This guide gets you from zero to a running PRX agent in under 5 minutes.

Step 1: Install PRX

Install the latest release:

bash
curl -fsSL https://openprx.dev/install.sh | bash

Verify the installation:

bash
prx --version

TIP

See the Installation Guide for alternative methods (Cargo, source build, Docker).

Step 2: Run the Onboarding Wizard

The onboarding wizard configures your LLM provider, API key, and initial settings interactively:

bash
prx onboard

The wizard walks you through:

  1. Selecting a provider -- Anthropic, OpenAI, Ollama, OpenRouter, and more
  2. Entering your API key -- stored securely in the config file
  3. Choosing a default model -- the wizard fetches available models from your provider
  4. Setting a memory backend -- Markdown (default), SQLite, or PostgreSQL

After the wizard completes, your configuration is saved to ~/.config/openprx/openprx.toml.

Quick Setup

If you already know your provider and model, skip the interactive wizard:

bash
prx onboard --provider anthropic --api-key sk-ant-... --model claude-sonnet-4-20250514

See Onboarding Wizard for all options.

Step 3: Start the Daemon

Start the PRX daemon in the background. The daemon manages the agent runtime, gateway API, and all configured channels:

bash
prx daemon

By default, the daemon listens on 127.0.0.1:3120. You can customize the host and port:

bash
prx daemon --host 0.0.0.0 --port 8080

Running as a Service

For production deployments, install PRX as a system service so it starts automatically on boot:

bash
prx service install

This creates a systemd unit (Linux) or launchd plist (macOS). See prx service for details.

Step 4: Chat with PRX

Open an interactive chat session directly in your terminal:

bash
prx chat

This connects to the running daemon and opens a REPL where you can talk to your configured LLM. Type your message and press Enter:

You: What can you help me with?
PRX: I can help you with a wide range of tasks...

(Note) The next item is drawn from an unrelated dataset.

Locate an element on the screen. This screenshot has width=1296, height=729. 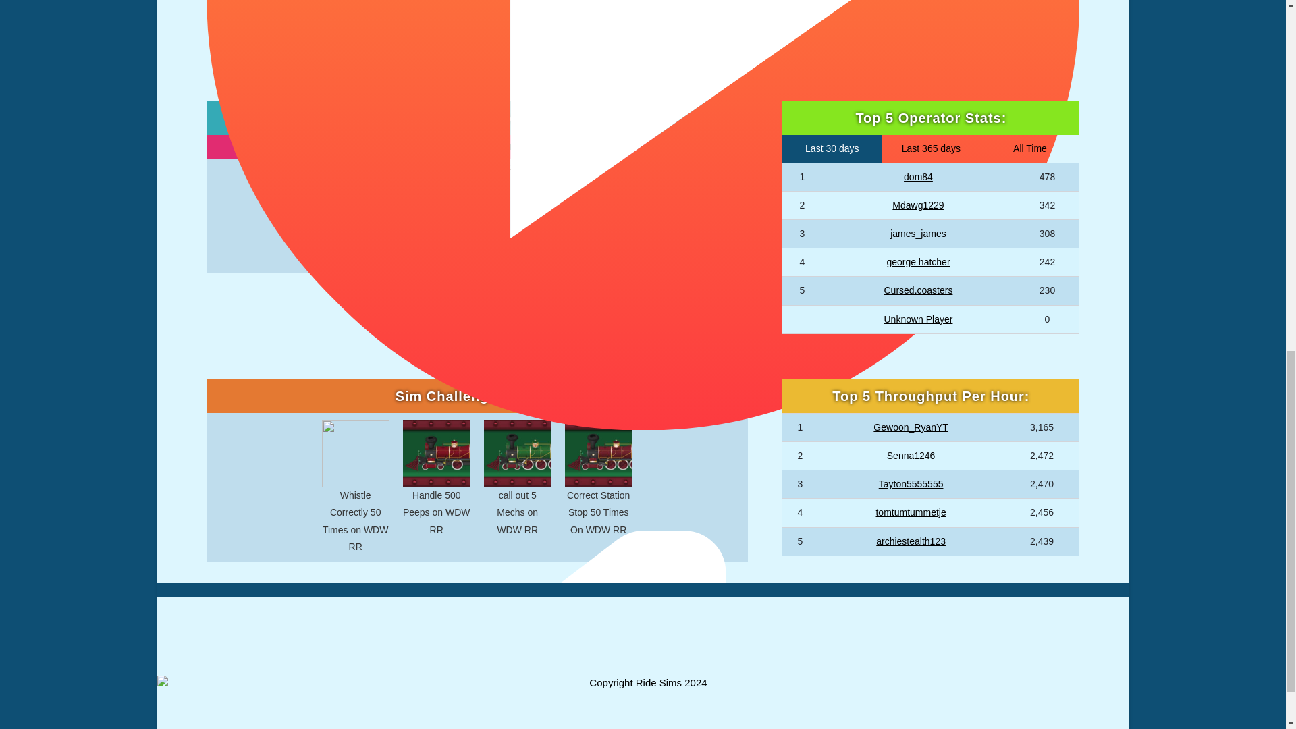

You can also specify a provider and model for a single session:

bash
prx chat --provider ollama --model llama3.2

Press Ctrl+C or type /quit to exit the chat.

Step 5: Connect a Channel

PRX supports 19 messaging channels. To connect one, add its configuration to your ~/.config/openprx/openprx.toml file.

For example, to connect a Telegram bot:

toml
[channels.telegram]
bot_token = "123456:ABC-DEF..."
allowed_users = ["your_telegram_username"]

Then restart the daemon to pick up the new channel:

bash
prx daemon

Or use the channel management command:

bash
prx channel add telegram

See the Channels Overview for the full list of supported platforms and their configuration.

Step 6: Check Status

View the current state of your PRX instance:

bash
prx status

This displays:

  • Version and binary path
  • Workspace directory
  • Config file location
  • Provider and model in use
  • Active channels and their connection status
  • Memory backend and statistics
  • Uptime and resource usage

Example output:

PRX Status

Version:     0.3.0
Workspace:   /home/user/.local/share/openprx
Config:      /home/user/.config/openprx/openprx.toml
Provider:    anthropic (claude-sonnet-4-20250514)
Memory:      markdown (/home/user/.local/share/openprx/memory)
Channels:    telegram (connected), cli (active)
Gateway:     http://127.0.0.1:3120
Uptime:      2h 15m

What Next?

Now that PRX is running, explore the rest of the documentation:

TopicDescription
Onboarding WizardDeep-dive into all onboarding options
ChannelsConnect Telegram, Discord, Slack, and 16 more
ProvidersConfigure and switch between LLM providers
ToolsExplore 46+ built-in tools
Self-EvolutionLearn about the L1/L2/L3 evolution system
ConfigurationFull config reference with all options
CLI ReferenceComplete command reference

Released under the Apache-2.0 License.